The cleanest way to answer how much money to retire comfortably is to build a personal cash-flow model that reflects the life you intend to fund. That sounds obvious, but many affluent households still begin with portfolio size and work backward. The sequence should be reversed.

A professional man in a business suit reviewing personal retirement budget charts on a tablet screen.

Build your spending model in layers

Start with a baseline. This is the annual amount required to maintain your household without changing your standard of living.

For most affluent families, that baseline includes more than housing, food, and insurance. It also includes domestic payroll, club dues, seasonal travel patterns, gifting, family support, and discretionary experiences that aren’t luxuries in practice because they recur every year.

A useful framework is to divide retirement spending into three layers.

Core lifestyle

These are essential expenses you expect to carry through most market environments.

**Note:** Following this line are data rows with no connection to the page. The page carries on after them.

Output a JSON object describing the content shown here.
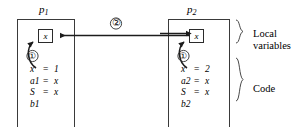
{
  "figure": {
    "title": "",
    "colors": {
      "line": "#2b2b2b",
      "panel_border": "#3a3a3a",
      "text": "#000000",
      "background": "#ffffff"
    }
  },
  "processes": [
    {
      "id": "p1",
      "label": "p",
      "subscript": "1",
      "variable_box": {
        "name": "x-box-p1",
        "label": "x"
      },
      "step_marker": "①",
      "code_lines": [
        {
          "lhs": "x",
          "op": "=",
          "rhs": "1"
        },
        {
          "lhs": "a1",
          "op": "=",
          "rhs": "x"
        },
        {
          "lhs": "S",
          "op": "",
          "rhs": ""
        },
        {
          "lhs": "b1",
          "op": "=",
          "rhs": "x"
        }
      ]
    },
    {
      "id": "p2",
      "label": "p",
      "subscript": "2",
      "variable_box": {
        "name": "x-box-p2",
        "label": "x"
      },
      "step_marker": "①",
      "code_lines": [
        {
          "lhs": "x",
          "op": "=",
          "rhs": "2"
        },
        {
          "lhs": "a2",
          "op": "=",
          "rhs": "x"
        },
        {
          "lhs": "S",
          "op": "",
          "rhs": ""
        },
        {
          "lhs": "b2",
          "op": "=",
          "rhs": "x"
        }
      ]
    }
  ],
  "transfer_arrow": {
    "marker": "②",
    "direction": "bidirectional"
  },
  "section_labels": [
    {
      "id": "local-variables",
      "line1": "Local",
      "line2": "variables"
    },
    {
      "id": "code",
      "line1": "Code",
      "line2": ""
    }
  ]
}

Think in categories such as:

  • Residence costs: Property taxes, maintenance, security, staffing, utilities, and insurance on primary and secondary homes.
  • Household operations: Vehicles, payroll, technology, personal services, and recurring subscriptions.
  • Private obligations: Tuition support for children or grandchildren, elder support, and family transfers.

Flexible lifestyle

These costs define comfort, but you can adjust them if markets are unfavorable.

Examples often include:

  • Travel: Longer trips, premium cabins, destination frequency, and hospitality spending.
  • Experiences: Entertainment, events, memberships, hobbies, collecting, and wellness programs.
  • Discretionary purchases: Renovations, upgrades, and large one-time lifestyle outlays.

Legacy and opportunistic capital

This layer rarely appears in retail retirement calculators, but it matters for affluent clients.

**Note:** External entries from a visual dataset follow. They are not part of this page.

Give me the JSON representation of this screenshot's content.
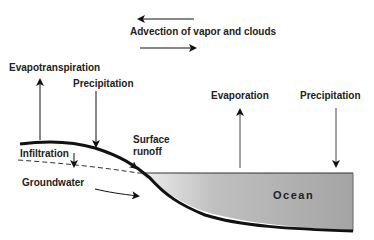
{
  "diagram": {
    "labels": {
      "advection": "Advection of vapor and clouds",
      "evapotranspiration": "Evapotranspiration",
      "precipitation_land": "Precipitation",
      "evaporation": "Evaporation",
      "precipitation_ocean": "Precipitation",
      "surface_runoff_1": "Surface",
      "surface_runoff_2": "runoff",
      "infiltration": "Infiltration",
      "groundwater": "Groundwater",
      "ocean": "Ocean"
    },
    "colors": {
      "ocean_fill_light": "#e8e8e8",
      "ocean_fill_dark": "#a8a8a8",
      "line": "#111111"
    }
  }
}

It includes capital reserved for:

  • Opportunistic investing
  • Philanthropic gifts
  • Family loans or capital calls
  • Assisting adult children with housing or business formation
The best retirement models separate the life you must fund from the life you’d like to expand. That distinction gives you room to adapt without feeling deprived.

Then map income sources against those expenses

The next step is to identify which cash flows arrive without portfolio liquidation and which must come from withdrawals.

Identifying potential income streams makes many plans more realistic. Retirement income may come from Social Security, pensions, rental income, deferred compensation payouts, royalties, business distributions, or part-time advisory work. Each source has a different degree of reliability and tax treatment.

The goal is to calculate your retirement income gap. That is the portion of annual spending that your investment portfolio must support after other income sources are accounted for.

This exercise often changes behavior. A household that thought it needed one target may discover that recurring income already covers a meaningful portion of fixed expenses. Another may learn the opposite. Their lifestyle depends far more on portfolio withdrawals than they realized.

Stress-test the timing, not just the total

A flat annual budget isn’t enough. Spending usually arrives in phases.

Early retirement often carries heavier discretionary spending because people travel more, entertain more, and tackle long-delayed projects. Later years may bring lower leisure spending but higher care-related costs and more family support.

So model at least three stages:

  1. Go-go years with heavier travel and lifestyle activity.
  2. Slow-go years with somewhat lower discretionary spending.
  3. Support years when healthcare, assistance, or family administration become more prominent.

That phased approach is especially valuable for households with uneven assets. If your wealth is concentrated in taxable accounts, real estate, or a private business, the sequence of withdrawals matters as much as the cumulative total.

A better decision question

Once the model is built, the central question changes.

It’s no longer “Do I have enough?”

It becomes:

  • Can my portfolio fund the gap?
  • Can it do so after taxes?
  • Can it do so if markets disappoint early?
  • Can it do so while preserving optionality for family and legacy goals?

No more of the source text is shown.